Rudi Völler has sharply criticised the planned reform of the Champions League by UEFA. In the run-up to the meetings of the members of the European Club Association scheduled for Thursday and Friday on Malta, the managing director of Bayer Leverkusen did not hold back his aversion and also dares a conflict with Bayern boss Rummenigge and BVB boss Watzke.
“Terrible and deadly”, Völler called the proposal by ECA boss and Juventus president Andrea Agnelli, according to which from 2024 only four of the 32 starting places in the premier class will be awarded via the placement in the national leagues. 24 teams would be seeded by last year’s participation, four other teams would qualify via the Europa League.
“This is the death sentence of football when you no longer have to qualify for European competitions,” Völler told the dpa. According to the Bayer managing director, anyone who would want to do so would have to be “idiotic”. He hopes “that everyone will come to their senses.
With his harsh vocabulary, Völler also went on a confrontation course with Bavaria’s CEO Karl-Heinz Rummenigge and BVB Managing Director Hans-Joachim Watzke. Both had recently approached the Agnelli course in their statements.
“This reform of the Champions League or Super League is coming anyway. We must now try to pack in as much of our German interests as possible, which corresponds to German feelings,” Watzke declared in May. Watzke is said to have argued similarly on 15 May in the course of the league’s general meeting.
“Aki, don’t talk such a crap”, Völler countered already on this day when the 36 clubs from the 1st and 2nd Bundesliga spoke out against Agnelli’s reform proposals.
In contrast to Watzke, Rummenigge always positioned himself alternately for and against the reform. In his last interview with Der Spiegel, he asked why something had to be changed. The Champions League is “by far the best and most difficult to win competition in the world”, envied by European clubs around the world.
The depth of the rift in European top-class football caused by the Agnelli project is shown by the disagreement in the Primera Division. While Real Madrid and FC Barcelona support the plans, the rest of the league, led by Atletico, have distanced themselves from the top clubs in a letter of protest. Only in the Premier League was the reform proposal unanimously rejected.
And resistance to the Agnelli plans is growing. For example, FIFA President Gianni Infantino has been critical on several occasions – but also driven by his own interests. A European super league would compete with its new top product, a bloated club world championship with 24 teams, both sportively and economically.

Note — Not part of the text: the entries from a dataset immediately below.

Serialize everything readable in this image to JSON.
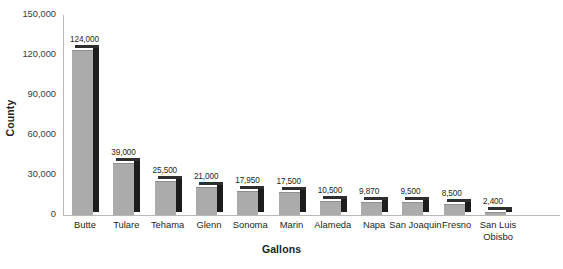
{
  "chart_data": {
    "type": "bar",
    "title": "",
    "xlabel": "Gallons",
    "ylabel": "County",
    "categories": [
      "Butte",
      "Tulare",
      "Tehama",
      "Glenn",
      "Sonoma",
      "Marin",
      "Alameda",
      "Napa",
      "San Joaquin",
      "Fresno",
      "San Luis\nObisbo"
    ],
    "values": [
      124000,
      39000,
      25500,
      21000,
      17950,
      17500,
      10500,
      9870,
      9500,
      8500,
      2400
    ],
    "value_labels": [
      "124,000",
      "39,000",
      "25,500",
      "21,000",
      "17,950",
      "17,500",
      "10,500",
      "9,870",
      "9,500",
      "8,500",
      "2,400"
    ],
    "ylim": [
      0,
      150000
    ],
    "yticks": [
      0,
      30000,
      60000,
      90000,
      120000,
      150000
    ],
    "ytick_labels": [
      "0",
      "30,000",
      "60,000",
      "90,000",
      "120,000",
      "150,000"
    ],
    "grid": false,
    "legend": null,
    "bar_color": "#ababab",
    "bar_side_color": "#1c1c1c",
    "axis_color": "#b8b8b8",
    "text_color": "#231f20"
  }
}
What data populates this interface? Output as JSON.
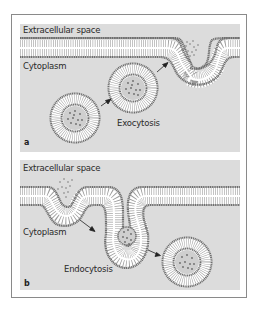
{
  "figure": {
    "panels": [
      {
        "id": "a",
        "tag": "a",
        "labels": {
          "extracellular": "Extracellular space",
          "cytoplasm": "Cytoplasm",
          "process": "Exocytosis"
        }
      },
      {
        "id": "b",
        "tag": "b",
        "labels": {
          "extracellular": "Extracellular space",
          "cytoplasm": "Cytoplasm",
          "process": "Endocytosis"
        }
      }
    ],
    "colors": {
      "background": "#dcdcdc",
      "membrane_head": "#6e6e6e",
      "membrane_tail": "#ffffff",
      "cargo": "#7a7a7a",
      "arrow": "#222222",
      "frame_border": "#8a8a8a"
    }
  }
}
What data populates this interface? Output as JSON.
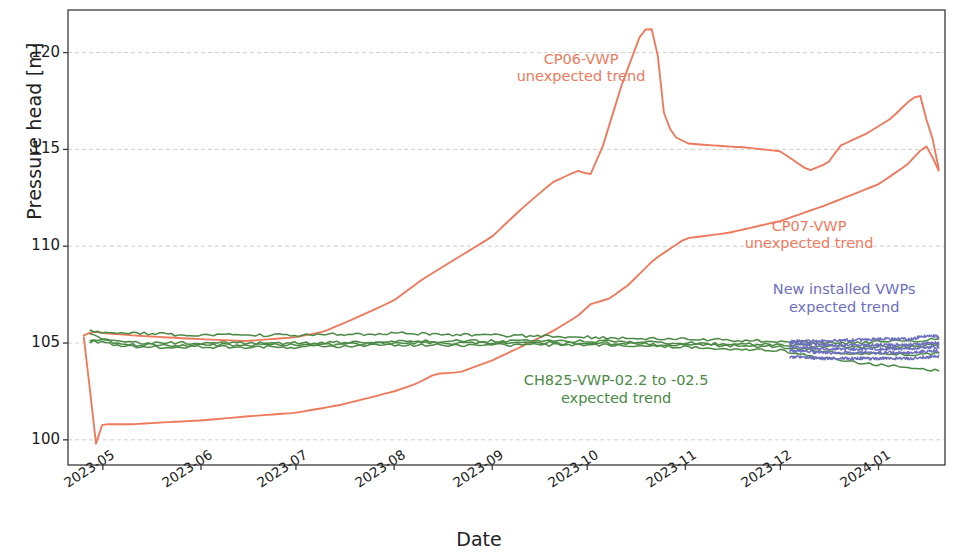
{
  "chart_data": {
    "type": "line",
    "title": "",
    "xlabel": "Date",
    "ylabel": "Pressure head [m]",
    "ylim": [
      98.7,
      122.2
    ],
    "xlim": [
      "2023-04-20",
      "2024-01-22"
    ],
    "grid": true,
    "grid_axis": "y",
    "legend_position": "none (inline annotations)",
    "yticks": [
      100,
      105,
      110,
      115,
      120
    ],
    "ytick_labels": [
      "100",
      "105",
      "110",
      "115",
      "120"
    ],
    "xticks": [
      "2023-05",
      "2023-06",
      "2023-07",
      "2023-08",
      "2023-09",
      "2023-10",
      "2023-11",
      "2023-12",
      "2024-01"
    ],
    "xtick_rotation_deg": -33,
    "colors": {
      "cp_vwp_orange": "#ee7a5e",
      "ch825_green": "#4a8a44",
      "new_vwp_purple": "#6e6fbe",
      "axis": "#3a3a3a",
      "grid": "#c9c9c9",
      "text": "#1a1a1a"
    },
    "annotations": [
      {
        "name": "cp06-annotation",
        "line1": "CP06-VWP",
        "line2": "unexpected trend",
        "color": "#ee7a5e",
        "x_frac": 0.585,
        "y_value": 119.2
      },
      {
        "name": "cp07-annotation",
        "line1": "CP07-VWP",
        "line2": "unexpected trend",
        "color": "#ee7a5e",
        "x_frac": 0.845,
        "y_value": 110.6
      },
      {
        "name": "new-vwp-annotation",
        "line1": "New installed VWPs",
        "line2": "expected trend",
        "color": "#6e6fbe",
        "x_frac": 0.885,
        "y_value": 107.3
      },
      {
        "name": "ch825-annotation",
        "line1": "CH825-VWP-02.2 to -02.5",
        "line2": "expected trend",
        "color": "#4a8a44",
        "x_frac": 0.625,
        "y_value": 102.6
      }
    ],
    "series": [
      {
        "name": "CP06-VWP",
        "color": "#ee7a5e",
        "label": "CP06-VWP unexpected trend",
        "x": [
          "2023-04-25",
          "2023-04-28",
          "2023-05-02",
          "2023-05-10",
          "2023-05-20",
          "2023-06-01",
          "2023-06-15",
          "2023-07-01",
          "2023-07-10",
          "2023-07-20",
          "2023-08-01",
          "2023-08-10",
          "2023-08-20",
          "2023-09-01",
          "2023-09-10",
          "2023-09-20",
          "2023-09-28",
          "2023-10-02",
          "2023-10-06",
          "2023-10-12",
          "2023-10-18",
          "2023-10-21",
          "2023-10-23",
          "2023-10-25",
          "2023-10-28",
          "2023-11-02",
          "2023-11-10",
          "2023-11-20",
          "2023-12-01",
          "2023-12-10",
          "2023-12-16",
          "2023-12-20",
          "2023-12-28",
          "2024-01-05",
          "2024-01-10",
          "2024-01-14",
          "2024-01-16",
          "2024-01-18",
          "2024-01-20"
        ],
        "y": [
          105.4,
          105.6,
          105.5,
          105.4,
          105.3,
          105.2,
          105.1,
          105.3,
          105.6,
          106.3,
          107.2,
          108.3,
          109.3,
          110.5,
          111.9,
          113.3,
          113.9,
          113.7,
          115.2,
          118.4,
          121.0,
          121.4,
          120.3,
          117.0,
          115.7,
          115.3,
          115.2,
          115.1,
          114.9,
          113.9,
          114.3,
          115.2,
          115.8,
          116.6,
          117.4,
          117.9,
          116.6,
          115.6,
          114.0
        ]
      },
      {
        "name": "CP07-VWP",
        "color": "#ee7a5e",
        "label": "CP07-VWP unexpected trend",
        "x": [
          "2023-04-25",
          "2023-04-27",
          "2023-04-29",
          "2023-05-01",
          "2023-05-03",
          "2023-05-10",
          "2023-05-20",
          "2023-06-01",
          "2023-06-15",
          "2023-07-01",
          "2023-07-15",
          "2023-08-01",
          "2023-08-08",
          "2023-08-14",
          "2023-08-22",
          "2023-09-01",
          "2023-09-10",
          "2023-09-20",
          "2023-09-28",
          "2023-10-02",
          "2023-10-08",
          "2023-10-14",
          "2023-10-22",
          "2023-11-01",
          "2023-11-15",
          "2023-12-01",
          "2023-12-15",
          "2024-01-01",
          "2024-01-10",
          "2024-01-14",
          "2024-01-16",
          "2024-01-18",
          "2024-01-20"
        ],
        "y": [
          105.3,
          102.5,
          99.6,
          100.9,
          100.8,
          100.8,
          100.9,
          101.0,
          101.2,
          101.4,
          101.8,
          102.5,
          102.9,
          103.4,
          103.5,
          104.1,
          104.8,
          105.6,
          106.4,
          107.0,
          107.3,
          108.0,
          109.3,
          110.4,
          110.7,
          111.3,
          112.1,
          113.2,
          114.2,
          114.9,
          115.2,
          114.6,
          113.9
        ]
      },
      {
        "name": "CH825-VWP-02.2",
        "color": "#4a8a44",
        "label": "CH825-VWP-02.2 to -02.5 expected trend",
        "x": [
          "2023-04-27",
          "2023-05-10",
          "2023-06-01",
          "2023-07-01",
          "2023-08-01",
          "2023-09-01",
          "2023-10-01",
          "2023-11-01",
          "2023-12-01",
          "2023-12-20",
          "2024-01-10",
          "2024-01-20"
        ],
        "y": [
          105.6,
          105.5,
          105.4,
          105.4,
          105.5,
          105.4,
          105.3,
          105.2,
          105.1,
          105.0,
          105.1,
          105.2
        ]
      },
      {
        "name": "CH825-VWP-02.3",
        "color": "#4a8a44",
        "x": [
          "2023-04-27",
          "2023-05-10",
          "2023-06-01",
          "2023-07-01",
          "2023-08-01",
          "2023-09-01",
          "2023-10-01",
          "2023-11-01",
          "2023-12-01",
          "2023-12-20",
          "2024-01-10",
          "2024-01-20"
        ],
        "y": [
          105.4,
          105.0,
          105.0,
          105.0,
          105.1,
          105.1,
          105.1,
          105.0,
          104.9,
          104.8,
          104.8,
          104.9
        ]
      },
      {
        "name": "CH825-VWP-02.4",
        "color": "#4a8a44",
        "x": [
          "2023-04-27",
          "2023-05-10",
          "2023-06-01",
          "2023-07-01",
          "2023-08-01",
          "2023-09-01",
          "2023-10-01",
          "2023-11-01",
          "2023-12-01",
          "2023-12-20",
          "2024-01-10",
          "2024-01-20"
        ],
        "y": [
          105.2,
          104.9,
          104.9,
          104.9,
          105.0,
          105.0,
          105.0,
          104.9,
          104.8,
          104.5,
          104.4,
          104.5
        ]
      },
      {
        "name": "CH825-VWP-02.5",
        "color": "#4a8a44",
        "x": [
          "2023-04-27",
          "2023-05-10",
          "2023-06-01",
          "2023-07-01",
          "2023-08-01",
          "2023-09-01",
          "2023-10-01",
          "2023-11-01",
          "2023-12-01",
          "2023-12-20",
          "2024-01-10",
          "2024-01-20"
        ],
        "y": [
          105.1,
          104.8,
          104.8,
          104.8,
          104.9,
          104.9,
          104.9,
          104.8,
          104.6,
          104.1,
          103.7,
          103.6
        ]
      },
      {
        "name": "New VWP 1",
        "color": "#6e6fbe",
        "label": "New installed VWPs expected trend",
        "x": [
          "2023-12-04",
          "2023-12-15",
          "2024-01-01",
          "2024-01-10",
          "2024-01-18",
          "2024-01-20"
        ],
        "y": [
          105.1,
          105.1,
          105.2,
          105.2,
          105.4,
          105.3
        ]
      },
      {
        "name": "New VWP 2",
        "color": "#6e6fbe",
        "x": [
          "2023-12-04",
          "2023-12-15",
          "2024-01-01",
          "2024-01-10",
          "2024-01-18",
          "2024-01-20"
        ],
        "y": [
          105.0,
          104.9,
          104.9,
          104.9,
          105.0,
          105.0
        ]
      },
      {
        "name": "New VWP 3",
        "color": "#6e6fbe",
        "x": [
          "2023-12-04",
          "2023-12-15",
          "2024-01-01",
          "2024-01-10",
          "2024-01-18",
          "2024-01-20"
        ],
        "y": [
          104.8,
          104.7,
          104.7,
          104.7,
          104.8,
          104.8
        ]
      },
      {
        "name": "New VWP 4",
        "color": "#6e6fbe",
        "x": [
          "2023-12-04",
          "2023-12-15",
          "2024-01-01",
          "2024-01-10",
          "2024-01-18",
          "2024-01-20"
        ],
        "y": [
          104.6,
          104.5,
          104.5,
          104.5,
          104.6,
          104.6
        ]
      },
      {
        "name": "New VWP 5",
        "color": "#6e6fbe",
        "x": [
          "2023-12-04",
          "2023-12-15",
          "2024-01-01",
          "2024-01-10",
          "2024-01-18",
          "2024-01-20"
        ],
        "y": [
          104.3,
          104.2,
          104.2,
          104.2,
          104.3,
          104.3
        ]
      }
    ]
  },
  "axis": {
    "ylabel": "Pressure head [m]",
    "xlabel": "Date"
  }
}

Critical voices are also increasingly coming from politics. France’s President Emmanuel Macron intervened in the debate. It was “not a good idea to sacrifice the viability of our model for the benefit of some at European level,” Macron had explained. A statement that UEFA President Aleksander Ceferin was angry with: “The President’s speech is a clear interference of politics in sport, which surprises us very much”.